Tam 'OShanter ~ John Faed |
She lies at Greenwich; all masts and spars; her lower hull hidden for shame; for the benefit of those visitors who are willing to pay.
The figurehead – that forward-looking emblem of progress at sea; that sense of all that goes on behind her bared breast, bloody and harsh; necessary to that progress, is of no import and to her; intent on the horses tail that she holds up to the future.
In fact, the ship itself, her wooden hull on an iron frame, may well be no more than Nannie’s cutty sark, her short nightdress, that which aroused Tam O’Shanter to make his presence known to the coven in Burns’ tale.
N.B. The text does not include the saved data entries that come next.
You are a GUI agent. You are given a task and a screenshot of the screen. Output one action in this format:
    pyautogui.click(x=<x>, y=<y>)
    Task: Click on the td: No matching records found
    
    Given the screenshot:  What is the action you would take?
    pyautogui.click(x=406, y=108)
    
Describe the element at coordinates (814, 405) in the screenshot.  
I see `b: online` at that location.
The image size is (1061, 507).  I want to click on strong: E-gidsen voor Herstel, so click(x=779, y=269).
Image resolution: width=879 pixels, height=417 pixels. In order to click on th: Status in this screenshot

It was Nannie the witch in her cutty sark who chased the mounted Tam, he narrowly escaping by crossing the river Doon, Nannie having to be content with snatching the tail off Tam’s horse, Meg.
As everybody knows, a witch cannot cross water, can she Rabbie?
Nevertheless, The Cutty Sark, built on the river Leven, would carry Nannie’s likeness across the great oceans; onward to the colonies for tea; for wool; for profit in the face of the looming industrial revolution and the advent of steam as a mode of propulsion; steam that would render the swift, but wind powered, Cutty Sark redundant.
The figurehead – that forward-looking emblem of progress at sea; that sense of all that goes on behind her bared breast, bloody and harsh; necessary to that progress, is of no import and to her; intent on the horses tail that she holds up to the future.
In fact, the ship itself, her wooden hull on an iron frame, may well be no more than Nannie’s cutty sark, her short nightdress, that which aroused Tam O’Shanter to make his presence known to the coven in Burns’ tale.
It was Nannie the witch in her cutty sark who chased the mounted Tam, he narrowly escaping by crossing the river Doon, Nannie having to be content with snatching the tail off Tam’s horse, Meg.
As everybody knows, a witch cannot cross water, can she Rabbie?
Nevertheless, The Cutty Sark, built on the river Leven, would carry Nannie’s likeness across the great oceans; onward to the colonies for tea; for wool; for profit in the face of the looming industrial revolution and the advent of steam as a mode of propulsion; steam that would render the swift, but wind powered, Cutty Sark redundant.